The Fairness Doctrine: A threat to free speech?
President Reagan killed the Fairness Doctrine in 1987, but House Speaker Nancy Pelosi, Senate Majority Whip Dick Durbin, and Sen. Chuck Schumer have all publicly called for bringing it back.
Save Rush Limbaugh! said Paul Weyrich in The Washington Times. Still flushed with their election night victory, the Democrats are salivating at the prospect of resurrecting the so-called Fairness Doctrine, the old rule requiring media to give equal time to opposing political views. President Reagan killed that rule in 1987, but now House Speaker Nancy Pelosi, Senate Majority Whip Dick Durbin, and Sen. Chuck Schumer have all publicly called for bringing it back. “When Americans hear both sides of the story,” Durbin says, “they’re in a better position to make a decision.” That may sound reasonable, said A.W.R. Hawkins in Human Events Online, but the immediate effect—and the intention—of a new Fairness Doctrine would be to silence conservative talk-radio hosts. Most stations would give up political broadcasting entirely rather than try to find hours of liberal programming to balance the hugely popular Limbaugh or Sean Hannity. Killing off the one medium that favors conservative thought is the opposite of fairness, but Democrats aren’t about to pass up a chance to neutralize the Right’s most “potent political weapon.”

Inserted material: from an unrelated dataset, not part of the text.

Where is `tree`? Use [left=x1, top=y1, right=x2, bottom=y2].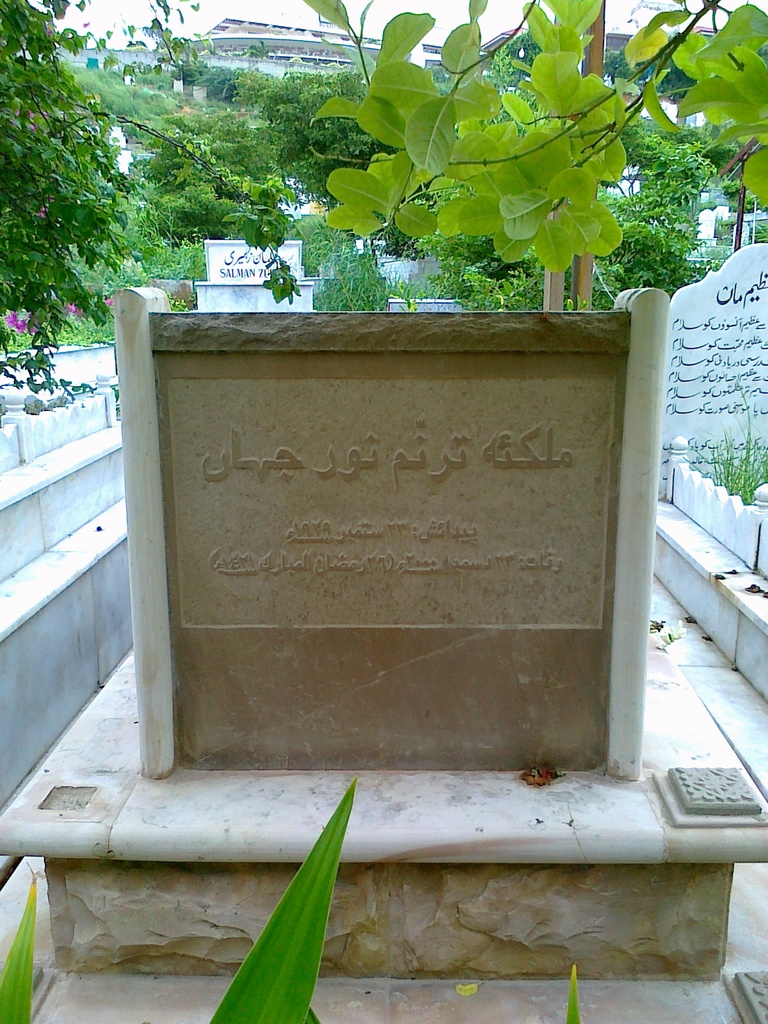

Talk radio is potent all right, said Joel McNally in the Madison, Wis., Capital Times. But that’s because it’s so one-sided that “it most resembles a government-run media in some totalitarian country.” A study by the Center for American Progress found that no less than 91 percent of weekday talk radio is taken up by conservatives, including far-right wingnuts like Michael Savage who routinely slur blacks and gays and advocate bombing foreign nations. The radio dial can only accommodate a finite number of channels. So in what “bizarre version of democracy” is providing a wide variety of political viewpoints an attempt to “deny free speech”?
Sorry to disappoint both liberals and conservatives, said James Rainey in the Los Angeles Times, but the imminent return of the Fairness Doctrine is a “false alarm.” President-elect Obama has explicitly said he’s against reinstating the doctrine, and despite the occasional wistful remark by Democratic leaders, they know they don’t have the votes to bring it back. “There’s no clamor about reining in talk radio anywhere but on talk radio,” said Brian O’Neill in the Pittsburgh Post-Gazette. And I’ve a feeling Rush, Sean, and company will drop the subject once Obama takes office. After eight awkward years in power, the high priests of resentment and outrage are returning to their natural habitat: the opposition. They “must be drooling at the possibilities.”